WORK ORDER => Your copy of the data below must be exact and must leave out all pictures.

SUPPLIED MATERIAL =>
- Opening Delimiter -

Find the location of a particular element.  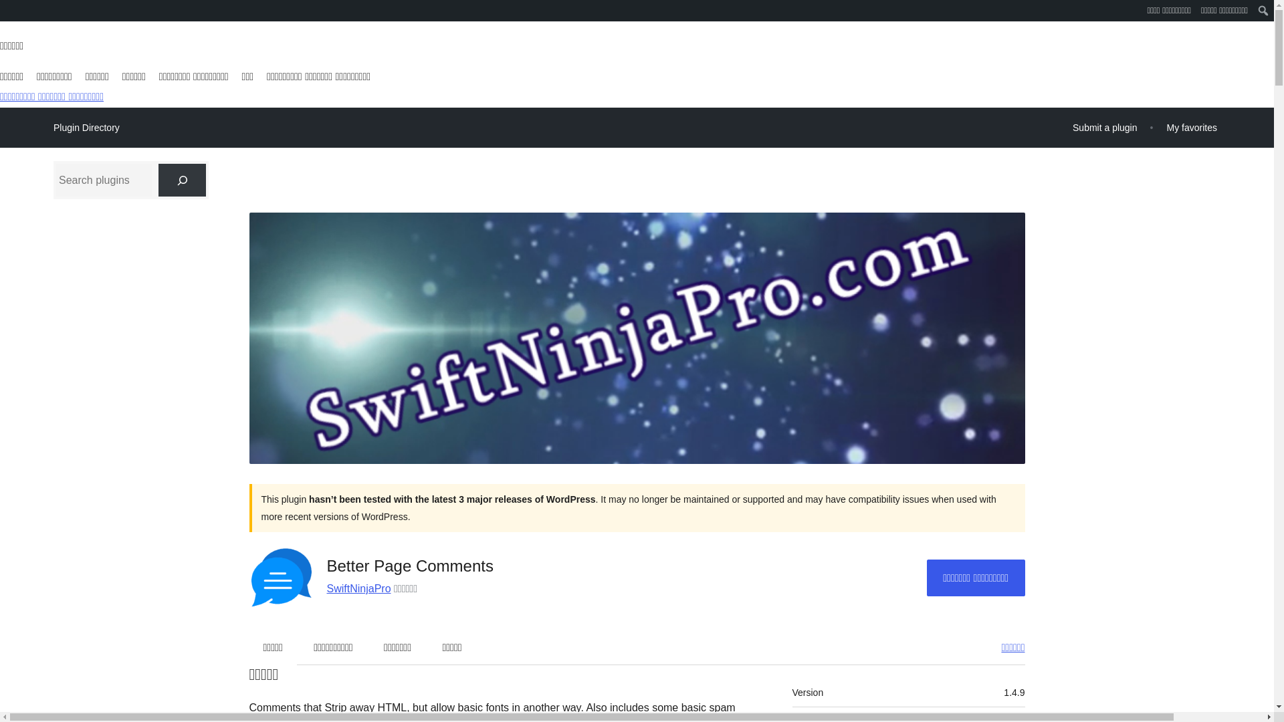

WordPress.org is located at coordinates (9, 9).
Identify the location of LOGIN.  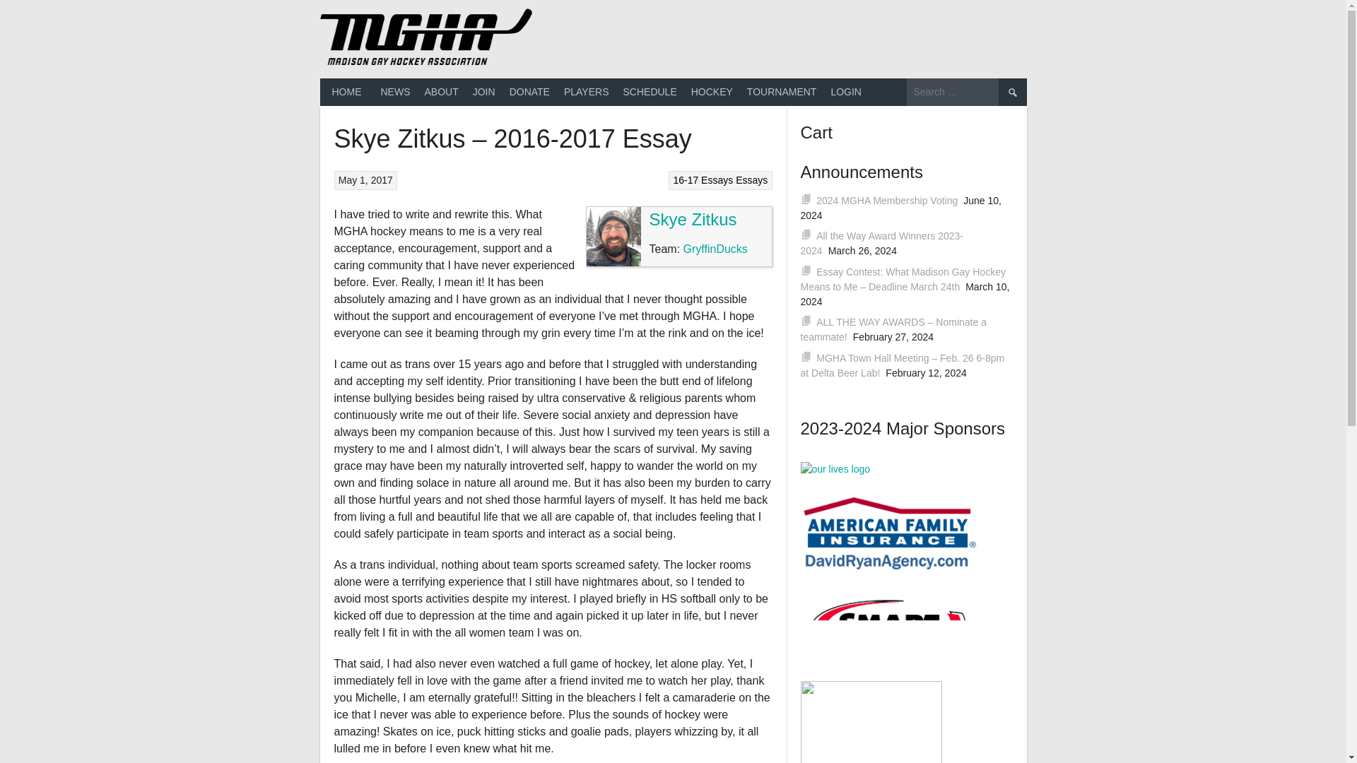
(845, 92).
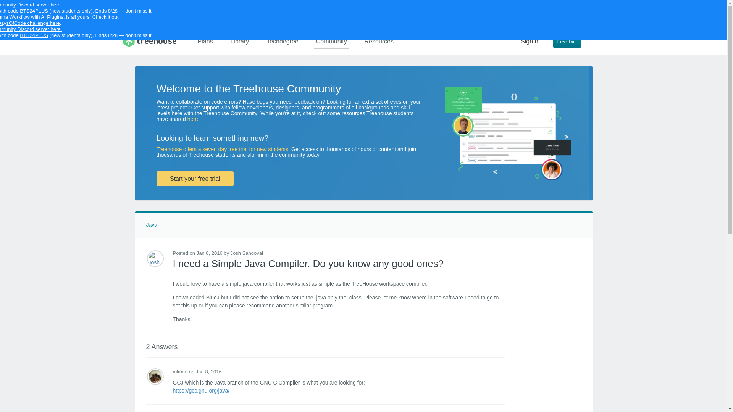 This screenshot has height=412, width=733. Describe the element at coordinates (205, 372) in the screenshot. I see `January 8, 2016 at 2:51am ` at that location.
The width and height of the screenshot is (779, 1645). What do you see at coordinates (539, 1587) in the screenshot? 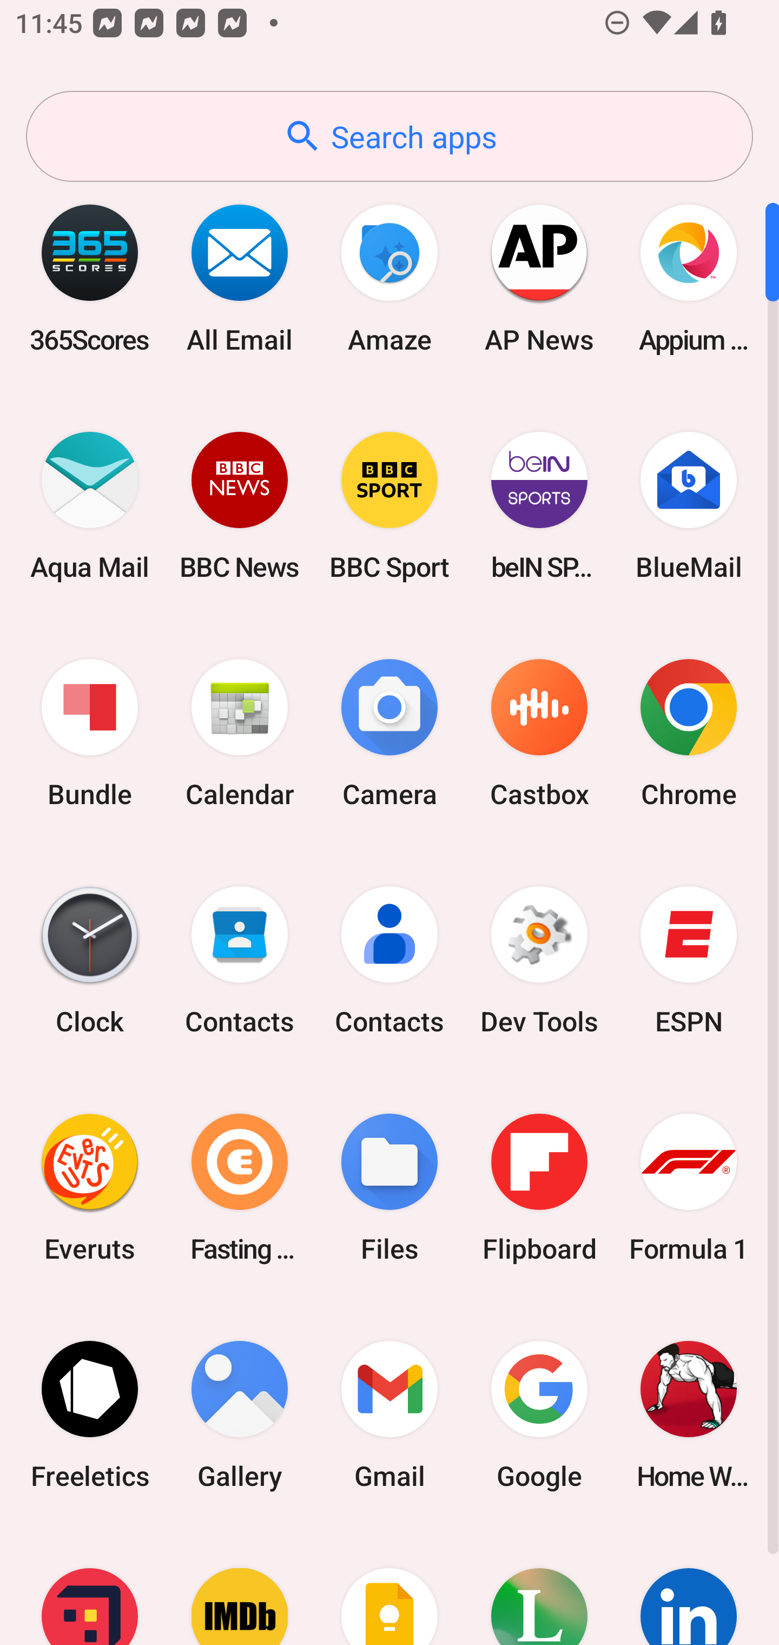
I see `Lifesum` at bounding box center [539, 1587].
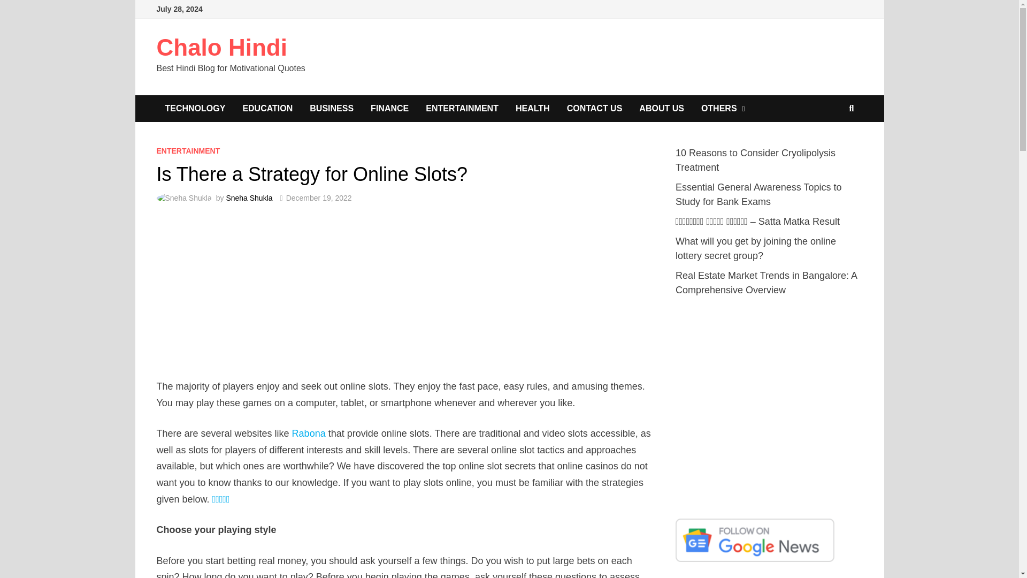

- Closing Delimiter -

ANSWER TO THIS TASK =>
Find the location of a particular element.  

WordPress.org is located at coordinates (9, 9).
Identify the location of LOGIN.  
(845, 92).
 This screenshot has height=412, width=733. Describe the element at coordinates (205, 372) in the screenshot. I see `January 8, 2016 at 2:51am ` at that location.
The width and height of the screenshot is (779, 1645). What do you see at coordinates (539, 1587) in the screenshot? 
I see `Lifesum` at bounding box center [539, 1587].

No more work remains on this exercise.